Mysore Pak: The Sweet That Outlived A Kingdom

Mysorepak-madras-courier
Representational image: Public domain.
Mysore Pak remains what it has always been: a simple sweet with a short ingredient list and a long cultural life.

Kakusura Maddappa’s name rarely appears in history textbooks, yet in the early 20th century, he created one of South India’s most enduring sweets. He worked in the kitchens of the Mysore Palace during the reign of Krishnaraja Wodeyar IV, a period when the royal court was renowned for its ceremonious grandeur and meticulous attention to detail.

Maddappa distinguished himself among the palace cooks. The calm precision with which he handled sugar earned him the title of nalapaaka—a maker of sugar syrup, the man responsible for ensuring that the palace’s desserts met the high expectations of the king.

According to family accounts passed down through generations, the sweet now known as Mysore Pak began as an experiment. One day, when Maddappa was preparing an assortment of dishes for a royal gathering, he combined gram flour, ghee, and sugar in proportions that were not standard practice, creating a mixture that set into a fragrant, porous block. It was neither halwa nor fudge, but something distinct.

When Krishnaraja Wodeyar IV tasted it, he asked for its name. Maddappa didn’t have one. The king responded with a solution typical of monarchs accustomed to naming things into existence: he called it “Mysore Pak,” drawing pak from paaka, the sugar syrup fundamental to the recipe.

The king’s enthusiasm did not end with the naming. He instructed Maddappa to open a shop outside the palace so that the public could enjoy the new sweet. That shop became Guru Sweets Mart, first located on Ashoka Road near the palace and later moved to Sayyaji Rao Road, where it stands today.

The move was practical—closer to where locals lived and shopped—but the family maintained continuity where it mattered. Maddappa’s descendants still prepare Mysore Pak in their ancestral home, producing each batch at once and sending it to the shop by three-wheeler. Customers receive their portion wrapped in newspaper softened by ghee, a detail that has become an unintentional marker of authenticity.

Three brothers run the store in shifts. They have never pursued expansion, confident that the single shop carries their great-grandfather’s legacy more faithfully than any franchise could. On any afternoon, lines form outside their door, even though the street offers many versions of Mysore Pak—firmer, flakier, lighter, or almost molten. Guru Sweets’ draw is partly due to lineage and partly because of the belief that this is where the sweet tastes closest to its original form.

This popularity has brought with it a series of competing claims about the sweets’ origins. One persistent story suggests that Mysore Pak was first made not in the palace but in Ramnagara, a town on the Bengaluru–Mysuru highway, where Janardhana Hotel—locally nicknamed the Mysore Pak Hotel—has its own history with the dish.

The Maddappa family counters these claims with documentation and oral histories they have maintained over decades. In 2019, after a local news cycle amplified a social media joke suggesting that the Geographical Indication (GI) tag for Mysore Pak might be granted to Tamil Nadu, the family formally applied for the GI tag themselves. The misinformation briefly spiralled into talk of a Karnataka–Tamil Nadu dispute, although no such formal dispute existed.

The sweet has also, at times, been swept into broader political conversations. After militant attacks in Uri, Kashmir, in 2016, social media saw calls—some serious, most satirical—to boycott or rename products associated with Pakistan. Caught in the wave, users joked that Mysore Pak should be renamed Mysore India, implying that even its name sounded politically suspect. Other suggestions extended the satire: rename “pakwaan” to “indwaan,” and so on. It was a moment that revealed how quickly symbolic gestures can overtake reason, even in discussions far removed from geopolitics.

Despite these diversions, Mysore Pak remains what it has always been: a simple sweet with a short ingredient list and a long cultural life. Variations have multiplied over the years—a softer ghee-rich version here, a lighter one there—but the original form remains in circulation.

Food evolves, but it rarely discards its roots. Recipes accumulate variations without erasing the original version, and the survival of that first version often depends on a single family or community continuing to prepare it the same way they have always done.

In Mysore, the continuation is visible in the queues that form outside Guru Sweets. Visitors, locals, and the curious stop for a sweet that began as a palace experiment and has since travelled far beyond the city, carried by migrants, tourists, and the nostalgia of those who grew up with it. The story endures because it offers more than a history of ingredients; it speaks to the ways small acts of craft can outlast the structures around them.

Maddappa may not have imagined his creation surviving beyond the palace walls, much less becoming a cultural touchstone. Yet his recipe has been woven into the life of a city and, through its travellers, into the memories of people elsewhere in the world.

For a sweet that melts in seconds, its lifespan has proved unexpectedly long.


▶ Exercise directions:
Within the material below, transcribe exactly the lines from the one holding "This screenshot has width=589, height=273." through the one holding "What do you see at coordinates (853, 32)", keeping both ends and skipping the rest.

Top of Recorded data

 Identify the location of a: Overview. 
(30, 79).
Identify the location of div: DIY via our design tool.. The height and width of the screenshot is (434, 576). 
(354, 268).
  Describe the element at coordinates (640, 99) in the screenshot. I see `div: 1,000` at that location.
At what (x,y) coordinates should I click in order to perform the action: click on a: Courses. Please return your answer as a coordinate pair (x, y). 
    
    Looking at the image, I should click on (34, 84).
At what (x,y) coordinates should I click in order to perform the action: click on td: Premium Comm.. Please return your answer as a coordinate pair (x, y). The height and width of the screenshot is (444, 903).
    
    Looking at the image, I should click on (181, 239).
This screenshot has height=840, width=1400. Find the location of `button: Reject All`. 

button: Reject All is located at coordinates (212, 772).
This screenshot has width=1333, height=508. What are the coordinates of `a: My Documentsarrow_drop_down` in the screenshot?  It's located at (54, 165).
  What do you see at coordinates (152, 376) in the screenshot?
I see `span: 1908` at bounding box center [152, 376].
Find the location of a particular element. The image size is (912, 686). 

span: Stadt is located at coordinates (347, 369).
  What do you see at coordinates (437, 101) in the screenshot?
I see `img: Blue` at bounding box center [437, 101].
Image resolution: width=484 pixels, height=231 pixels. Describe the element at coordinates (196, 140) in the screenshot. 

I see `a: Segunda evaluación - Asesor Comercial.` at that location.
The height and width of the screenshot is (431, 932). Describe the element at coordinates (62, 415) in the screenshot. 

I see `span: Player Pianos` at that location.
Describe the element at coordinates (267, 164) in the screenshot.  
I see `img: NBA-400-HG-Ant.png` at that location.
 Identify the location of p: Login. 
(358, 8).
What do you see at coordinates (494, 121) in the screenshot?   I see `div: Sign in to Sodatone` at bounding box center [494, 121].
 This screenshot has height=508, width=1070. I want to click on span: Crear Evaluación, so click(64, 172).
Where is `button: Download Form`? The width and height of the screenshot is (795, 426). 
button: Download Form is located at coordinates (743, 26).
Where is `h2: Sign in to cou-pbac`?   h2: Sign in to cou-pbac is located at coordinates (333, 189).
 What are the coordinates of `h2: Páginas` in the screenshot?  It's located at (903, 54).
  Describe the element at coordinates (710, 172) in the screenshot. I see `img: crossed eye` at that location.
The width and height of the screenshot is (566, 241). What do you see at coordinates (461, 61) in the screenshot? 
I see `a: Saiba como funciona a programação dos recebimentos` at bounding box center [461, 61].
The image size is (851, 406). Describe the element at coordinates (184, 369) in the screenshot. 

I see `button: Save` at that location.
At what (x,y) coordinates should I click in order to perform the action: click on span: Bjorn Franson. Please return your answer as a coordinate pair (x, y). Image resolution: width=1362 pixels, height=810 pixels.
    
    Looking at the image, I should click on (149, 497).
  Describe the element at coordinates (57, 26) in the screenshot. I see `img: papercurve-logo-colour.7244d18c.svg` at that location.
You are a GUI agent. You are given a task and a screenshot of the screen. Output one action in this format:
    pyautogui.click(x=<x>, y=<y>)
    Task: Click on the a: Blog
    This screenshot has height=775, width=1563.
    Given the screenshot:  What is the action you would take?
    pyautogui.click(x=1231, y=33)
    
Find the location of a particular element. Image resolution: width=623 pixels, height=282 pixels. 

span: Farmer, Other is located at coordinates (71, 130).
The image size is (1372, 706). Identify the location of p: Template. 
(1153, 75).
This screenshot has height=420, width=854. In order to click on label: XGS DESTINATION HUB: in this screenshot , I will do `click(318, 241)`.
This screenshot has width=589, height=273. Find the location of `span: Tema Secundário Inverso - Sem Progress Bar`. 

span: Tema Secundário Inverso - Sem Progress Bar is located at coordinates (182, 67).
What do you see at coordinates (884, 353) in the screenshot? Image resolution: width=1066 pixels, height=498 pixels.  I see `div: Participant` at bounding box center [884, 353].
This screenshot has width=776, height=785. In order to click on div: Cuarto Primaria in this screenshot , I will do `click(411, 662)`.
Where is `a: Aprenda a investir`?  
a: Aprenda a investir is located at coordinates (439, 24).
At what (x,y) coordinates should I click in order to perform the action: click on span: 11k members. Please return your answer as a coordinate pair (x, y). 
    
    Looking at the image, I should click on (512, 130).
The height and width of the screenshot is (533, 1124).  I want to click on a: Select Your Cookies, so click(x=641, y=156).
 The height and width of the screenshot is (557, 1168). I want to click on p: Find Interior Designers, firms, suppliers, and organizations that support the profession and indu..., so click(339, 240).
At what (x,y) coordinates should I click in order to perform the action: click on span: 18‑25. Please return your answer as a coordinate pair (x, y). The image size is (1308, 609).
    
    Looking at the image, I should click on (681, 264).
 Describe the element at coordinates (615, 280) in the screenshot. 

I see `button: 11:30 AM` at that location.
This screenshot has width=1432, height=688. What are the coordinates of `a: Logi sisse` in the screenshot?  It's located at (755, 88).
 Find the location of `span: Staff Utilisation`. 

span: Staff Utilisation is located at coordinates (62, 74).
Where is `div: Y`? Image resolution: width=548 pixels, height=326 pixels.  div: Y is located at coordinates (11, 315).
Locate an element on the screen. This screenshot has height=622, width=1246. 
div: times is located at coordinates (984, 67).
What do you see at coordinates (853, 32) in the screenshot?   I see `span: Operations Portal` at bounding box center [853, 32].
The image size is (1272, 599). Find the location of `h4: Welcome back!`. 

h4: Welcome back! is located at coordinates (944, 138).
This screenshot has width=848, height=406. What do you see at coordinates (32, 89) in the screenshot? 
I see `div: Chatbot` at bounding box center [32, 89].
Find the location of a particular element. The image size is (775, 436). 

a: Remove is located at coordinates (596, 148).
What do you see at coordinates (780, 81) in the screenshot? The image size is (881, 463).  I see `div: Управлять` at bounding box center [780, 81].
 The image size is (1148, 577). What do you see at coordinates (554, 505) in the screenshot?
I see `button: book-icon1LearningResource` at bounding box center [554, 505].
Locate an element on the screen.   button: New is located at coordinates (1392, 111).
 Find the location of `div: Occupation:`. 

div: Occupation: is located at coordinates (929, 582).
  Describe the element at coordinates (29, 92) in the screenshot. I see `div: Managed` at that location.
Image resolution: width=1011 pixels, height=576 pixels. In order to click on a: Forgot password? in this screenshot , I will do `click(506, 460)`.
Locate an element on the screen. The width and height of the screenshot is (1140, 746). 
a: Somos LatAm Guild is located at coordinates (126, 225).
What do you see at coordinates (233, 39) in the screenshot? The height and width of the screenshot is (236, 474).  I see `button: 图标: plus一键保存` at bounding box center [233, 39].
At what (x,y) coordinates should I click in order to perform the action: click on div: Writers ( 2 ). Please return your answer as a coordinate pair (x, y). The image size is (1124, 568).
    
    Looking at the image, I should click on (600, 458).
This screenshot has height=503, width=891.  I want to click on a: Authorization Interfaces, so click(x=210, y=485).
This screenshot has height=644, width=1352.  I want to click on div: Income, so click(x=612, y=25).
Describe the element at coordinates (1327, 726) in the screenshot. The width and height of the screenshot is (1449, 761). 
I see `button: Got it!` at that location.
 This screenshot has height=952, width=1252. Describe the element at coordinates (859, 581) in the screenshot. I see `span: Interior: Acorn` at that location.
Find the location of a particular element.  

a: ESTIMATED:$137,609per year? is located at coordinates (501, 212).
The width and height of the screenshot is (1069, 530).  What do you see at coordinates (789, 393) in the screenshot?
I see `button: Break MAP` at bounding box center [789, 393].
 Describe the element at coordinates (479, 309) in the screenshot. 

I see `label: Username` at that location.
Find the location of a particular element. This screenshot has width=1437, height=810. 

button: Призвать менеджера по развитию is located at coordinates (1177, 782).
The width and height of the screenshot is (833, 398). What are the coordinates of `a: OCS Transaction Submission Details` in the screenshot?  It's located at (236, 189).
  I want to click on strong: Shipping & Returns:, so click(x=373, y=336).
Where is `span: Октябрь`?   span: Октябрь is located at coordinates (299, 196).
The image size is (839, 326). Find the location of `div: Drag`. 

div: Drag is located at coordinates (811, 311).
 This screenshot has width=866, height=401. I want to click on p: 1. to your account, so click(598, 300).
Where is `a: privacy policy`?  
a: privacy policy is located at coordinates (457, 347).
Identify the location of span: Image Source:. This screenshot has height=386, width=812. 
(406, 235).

Bottom of Recorded data

▶ Written response:
This screenshot has width=589, height=273. Find the location of `span: Tema Secundário Inverso - Sem Progress Bar`. 

span: Tema Secundário Inverso - Sem Progress Bar is located at coordinates (182, 67).
What do you see at coordinates (884, 353) in the screenshot? Image resolution: width=1066 pixels, height=498 pixels.  I see `div: Participant` at bounding box center [884, 353].
This screenshot has width=776, height=785. In order to click on div: Cuarto Primaria in this screenshot , I will do `click(411, 662)`.
Where is `a: Aprenda a investir`?  
a: Aprenda a investir is located at coordinates (439, 24).
At what (x,y) coordinates should I click in order to perform the action: click on span: 11k members. Please return your answer as a coordinate pair (x, y). 
    
    Looking at the image, I should click on (512, 130).
The height and width of the screenshot is (533, 1124).  I want to click on a: Select Your Cookies, so click(x=641, y=156).
 The height and width of the screenshot is (557, 1168). I want to click on p: Find Interior Designers, firms, suppliers, and organizations that support the profession and indu..., so click(339, 240).
At what (x,y) coordinates should I click in order to perform the action: click on span: 18‑25. Please return your answer as a coordinate pair (x, y). The image size is (1308, 609).
    
    Looking at the image, I should click on (681, 264).
 Describe the element at coordinates (615, 280) in the screenshot. 

I see `button: 11:30 AM` at that location.
This screenshot has width=1432, height=688. What are the coordinates of `a: Logi sisse` in the screenshot?  It's located at (755, 88).
 Find the location of `span: Staff Utilisation`. 

span: Staff Utilisation is located at coordinates (62, 74).
Where is `div: Y`? Image resolution: width=548 pixels, height=326 pixels.  div: Y is located at coordinates (11, 315).
Locate an element on the screen. This screenshot has height=622, width=1246. 
div: times is located at coordinates (984, 67).
What do you see at coordinates (853, 32) in the screenshot?   I see `span: Operations Portal` at bounding box center [853, 32].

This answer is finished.